EDIT: To be more specific, it tries to match an opening angle bracket optionally followed by a slash followed by one of several keywords optionally followed by any number of symbols that are not a closing angle bracket and finally a closing angle bracket. If the input follows that syntax, it'll be swallowed whole. If it's malformed (e.g. multiple opening and closing angle brackets), it'll generate garbage until it can't find substrings matching the initial sequence anymore.
So, no. Unless you have code like <<iframe>iframe>, no repetition is necessary. But then you're dealing with a level of tag soup the regex isn't good enough for anyway (e.g. it will fail on < iframe> with the extra space).
EDIT2: It's also a bit odd that the pattern matches zero or more slashes at the beginning of the tag (it should be zero or one). And if my regex knowledge isn't too rusty, the final *+ doesn't make much sense either (the asterisk means zero or more, the plus means one or more, maybe it's a greedy syntax or something fancy like that?).
On a completely unrelated subject, I would like to add a word on optimisation here.
preg_replace() can tell you whether a replacement has been made or not (see the 5th argument, which is passed by reference). It's far much efficient than comparing strings, especially if they are large.
I need to retrieve content of <p> tag with given class.

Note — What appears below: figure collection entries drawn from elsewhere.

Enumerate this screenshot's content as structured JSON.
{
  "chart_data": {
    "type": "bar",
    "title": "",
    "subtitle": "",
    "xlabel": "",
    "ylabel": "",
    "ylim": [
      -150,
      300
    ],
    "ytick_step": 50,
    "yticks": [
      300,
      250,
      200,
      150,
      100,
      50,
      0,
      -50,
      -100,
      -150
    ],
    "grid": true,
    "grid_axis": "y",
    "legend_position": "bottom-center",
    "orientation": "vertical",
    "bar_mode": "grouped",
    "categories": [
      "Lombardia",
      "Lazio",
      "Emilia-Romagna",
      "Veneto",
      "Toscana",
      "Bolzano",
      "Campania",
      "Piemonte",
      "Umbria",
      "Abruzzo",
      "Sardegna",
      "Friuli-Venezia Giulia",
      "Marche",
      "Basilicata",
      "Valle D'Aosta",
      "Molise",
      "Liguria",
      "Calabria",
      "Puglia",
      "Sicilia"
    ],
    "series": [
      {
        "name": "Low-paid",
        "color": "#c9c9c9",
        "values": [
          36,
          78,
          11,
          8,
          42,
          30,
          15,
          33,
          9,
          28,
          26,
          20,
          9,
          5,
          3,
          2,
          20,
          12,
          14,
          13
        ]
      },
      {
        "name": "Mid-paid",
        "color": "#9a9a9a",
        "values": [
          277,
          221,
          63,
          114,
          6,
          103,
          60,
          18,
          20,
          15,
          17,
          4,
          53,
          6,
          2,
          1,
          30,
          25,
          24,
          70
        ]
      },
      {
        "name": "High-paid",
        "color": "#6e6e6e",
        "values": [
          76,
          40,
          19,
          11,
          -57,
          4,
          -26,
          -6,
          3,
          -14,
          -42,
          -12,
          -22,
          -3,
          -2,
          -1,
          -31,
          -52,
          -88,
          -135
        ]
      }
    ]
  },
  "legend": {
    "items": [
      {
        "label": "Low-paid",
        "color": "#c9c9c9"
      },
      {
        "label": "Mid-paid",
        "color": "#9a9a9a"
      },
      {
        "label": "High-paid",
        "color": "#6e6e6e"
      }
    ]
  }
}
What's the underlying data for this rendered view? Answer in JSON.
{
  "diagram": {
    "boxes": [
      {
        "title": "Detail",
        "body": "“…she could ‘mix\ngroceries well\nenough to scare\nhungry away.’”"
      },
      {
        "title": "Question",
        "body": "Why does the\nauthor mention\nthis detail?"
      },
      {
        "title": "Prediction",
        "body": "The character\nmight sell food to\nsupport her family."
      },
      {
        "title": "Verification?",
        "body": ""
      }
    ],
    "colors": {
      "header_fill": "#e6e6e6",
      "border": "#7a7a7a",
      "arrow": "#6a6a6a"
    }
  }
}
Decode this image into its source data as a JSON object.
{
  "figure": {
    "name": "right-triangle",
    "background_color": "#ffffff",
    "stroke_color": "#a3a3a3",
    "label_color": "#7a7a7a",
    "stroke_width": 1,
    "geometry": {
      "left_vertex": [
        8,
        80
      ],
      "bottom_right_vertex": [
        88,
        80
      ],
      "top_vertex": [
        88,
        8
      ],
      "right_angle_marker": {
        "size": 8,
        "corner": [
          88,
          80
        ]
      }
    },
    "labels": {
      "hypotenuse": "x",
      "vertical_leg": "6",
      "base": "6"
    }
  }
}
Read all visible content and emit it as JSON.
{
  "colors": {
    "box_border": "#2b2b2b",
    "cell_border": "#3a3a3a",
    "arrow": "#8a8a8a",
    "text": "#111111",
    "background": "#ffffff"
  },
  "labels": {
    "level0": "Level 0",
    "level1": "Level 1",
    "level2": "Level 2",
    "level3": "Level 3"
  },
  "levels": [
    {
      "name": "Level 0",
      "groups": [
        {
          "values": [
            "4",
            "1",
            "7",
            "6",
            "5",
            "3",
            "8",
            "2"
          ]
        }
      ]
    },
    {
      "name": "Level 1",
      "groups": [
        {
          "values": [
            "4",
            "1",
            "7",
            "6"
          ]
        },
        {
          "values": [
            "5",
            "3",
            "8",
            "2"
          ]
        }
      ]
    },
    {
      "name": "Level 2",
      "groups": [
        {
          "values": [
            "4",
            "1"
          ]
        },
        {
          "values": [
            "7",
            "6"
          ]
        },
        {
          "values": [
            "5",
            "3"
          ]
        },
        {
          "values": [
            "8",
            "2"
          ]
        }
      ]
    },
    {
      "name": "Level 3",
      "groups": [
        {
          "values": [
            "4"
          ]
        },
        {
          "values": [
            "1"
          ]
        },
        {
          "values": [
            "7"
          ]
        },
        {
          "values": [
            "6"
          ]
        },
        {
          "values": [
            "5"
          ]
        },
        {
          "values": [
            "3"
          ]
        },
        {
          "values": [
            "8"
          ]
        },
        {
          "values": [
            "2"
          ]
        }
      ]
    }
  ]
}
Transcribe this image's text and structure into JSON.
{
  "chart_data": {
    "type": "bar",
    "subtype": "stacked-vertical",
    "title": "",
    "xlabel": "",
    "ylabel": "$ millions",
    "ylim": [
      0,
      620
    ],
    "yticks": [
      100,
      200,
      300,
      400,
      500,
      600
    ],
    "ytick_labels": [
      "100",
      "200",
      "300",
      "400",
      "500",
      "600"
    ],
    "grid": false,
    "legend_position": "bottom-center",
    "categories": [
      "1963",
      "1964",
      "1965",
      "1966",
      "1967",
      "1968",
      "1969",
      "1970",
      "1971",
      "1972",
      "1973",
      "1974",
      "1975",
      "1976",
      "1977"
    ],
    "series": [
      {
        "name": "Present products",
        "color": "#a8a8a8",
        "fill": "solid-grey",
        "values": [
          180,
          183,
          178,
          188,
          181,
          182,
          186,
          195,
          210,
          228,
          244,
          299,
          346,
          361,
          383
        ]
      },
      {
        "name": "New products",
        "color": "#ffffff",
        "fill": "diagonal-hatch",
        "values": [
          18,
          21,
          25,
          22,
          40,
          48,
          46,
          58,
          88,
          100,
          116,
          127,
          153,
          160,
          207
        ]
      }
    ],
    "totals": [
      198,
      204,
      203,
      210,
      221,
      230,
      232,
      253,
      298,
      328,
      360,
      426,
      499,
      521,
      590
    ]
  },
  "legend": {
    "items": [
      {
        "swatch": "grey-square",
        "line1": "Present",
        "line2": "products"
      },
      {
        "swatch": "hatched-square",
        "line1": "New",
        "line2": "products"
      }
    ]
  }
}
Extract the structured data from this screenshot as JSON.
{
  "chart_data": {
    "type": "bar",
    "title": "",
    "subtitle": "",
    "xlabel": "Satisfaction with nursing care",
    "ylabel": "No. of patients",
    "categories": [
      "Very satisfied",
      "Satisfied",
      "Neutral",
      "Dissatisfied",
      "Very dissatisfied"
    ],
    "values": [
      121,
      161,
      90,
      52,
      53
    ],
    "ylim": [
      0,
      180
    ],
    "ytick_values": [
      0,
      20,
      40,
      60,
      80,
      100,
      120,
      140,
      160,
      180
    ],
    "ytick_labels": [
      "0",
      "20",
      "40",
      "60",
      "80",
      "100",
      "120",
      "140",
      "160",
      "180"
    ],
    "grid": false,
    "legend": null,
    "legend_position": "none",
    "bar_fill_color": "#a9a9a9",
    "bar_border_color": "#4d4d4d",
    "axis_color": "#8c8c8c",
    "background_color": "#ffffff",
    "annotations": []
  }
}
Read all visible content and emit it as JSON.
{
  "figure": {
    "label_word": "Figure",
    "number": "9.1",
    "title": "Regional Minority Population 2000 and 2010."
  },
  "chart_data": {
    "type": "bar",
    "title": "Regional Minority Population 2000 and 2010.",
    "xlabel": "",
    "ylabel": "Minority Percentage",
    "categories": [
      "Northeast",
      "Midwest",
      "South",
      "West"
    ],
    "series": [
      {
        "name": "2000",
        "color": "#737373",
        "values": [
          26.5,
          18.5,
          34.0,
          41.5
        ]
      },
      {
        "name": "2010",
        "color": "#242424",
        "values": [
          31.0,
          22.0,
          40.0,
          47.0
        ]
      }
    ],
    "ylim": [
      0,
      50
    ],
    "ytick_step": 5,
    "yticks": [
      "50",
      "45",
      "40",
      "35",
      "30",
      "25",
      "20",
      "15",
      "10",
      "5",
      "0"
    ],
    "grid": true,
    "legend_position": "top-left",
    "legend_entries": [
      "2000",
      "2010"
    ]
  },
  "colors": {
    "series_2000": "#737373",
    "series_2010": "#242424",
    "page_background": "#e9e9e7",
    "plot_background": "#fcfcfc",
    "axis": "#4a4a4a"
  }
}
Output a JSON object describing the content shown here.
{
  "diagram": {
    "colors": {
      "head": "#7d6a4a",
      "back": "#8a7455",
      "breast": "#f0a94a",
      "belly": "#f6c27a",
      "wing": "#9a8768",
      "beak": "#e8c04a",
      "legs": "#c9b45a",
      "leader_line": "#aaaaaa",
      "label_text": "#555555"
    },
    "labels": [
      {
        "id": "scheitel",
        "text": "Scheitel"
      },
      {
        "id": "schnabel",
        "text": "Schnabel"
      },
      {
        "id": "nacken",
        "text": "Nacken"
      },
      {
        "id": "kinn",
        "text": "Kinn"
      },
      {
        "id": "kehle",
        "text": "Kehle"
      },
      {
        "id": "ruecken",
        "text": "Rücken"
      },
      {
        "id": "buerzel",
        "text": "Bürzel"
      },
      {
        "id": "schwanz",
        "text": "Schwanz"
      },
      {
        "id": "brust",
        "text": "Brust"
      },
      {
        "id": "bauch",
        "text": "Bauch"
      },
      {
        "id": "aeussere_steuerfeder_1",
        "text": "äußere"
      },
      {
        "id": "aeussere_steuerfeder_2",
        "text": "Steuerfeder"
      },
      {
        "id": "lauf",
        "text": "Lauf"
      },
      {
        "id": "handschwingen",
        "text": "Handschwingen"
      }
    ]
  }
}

Class could be simplecomment or comment ...
So I wrote the following code
preg_match("|(<p class=\"(simple)?comment(.*)?\">)(.*)<\/p>|ism", $fcon, $desc);
Unfortunately, it returns nothing. However if I remove tag-ending part (<\/p>) it works somehow, returing the string which is too long (from tag start to the end of the document) ...
What is wrong with my regular expression?
Try using a dom parser like http://simplehtmldom.sourceforge.net/
If I read the example code on simplehtmldom's homepage correctly
you could do something like this:
$html->find('div.simplecomment', 0)->innertext = '';
The quick fix here is the following:
'|(<p class="(simple)?comment[^"]*">)((?:[^<]+|(?!</p>).)*)</p>|is'
Changes:
The construct (.*) will just blindly match everything, which stops your regular expression from working, so I've replaced those instances completely with more strict matches:
...comment(.*)?... – this will match all or nothing, basically. I replaced this with [^"]* since that will match zero or more non-" characters (basically, it will match up to the closing " character of the class attribute.
...>)(.*)<\/p>... – again, this will match too much. I've replaced it with an efficient pattern that will match all non-< characters, and once it hits a < it will check if it is followed by </p>. If it is, it will stop matching (since we're at the end of the <p> tag), otherwise it will continue.
I removed the m flag since it has no use in this regular expression.
But it won't be reliable (imagine <p class="comment">...<p>...</p></p>; it will match <p class="comment">...<p>...</p>).
To make it reliable, you'll need to use recursive regular expressions or (even better) an HTML parser (or XML if it's XHTML you're dealing with.) There are even libraries out there that can handle malformed HTML "properly" (like browsers do.)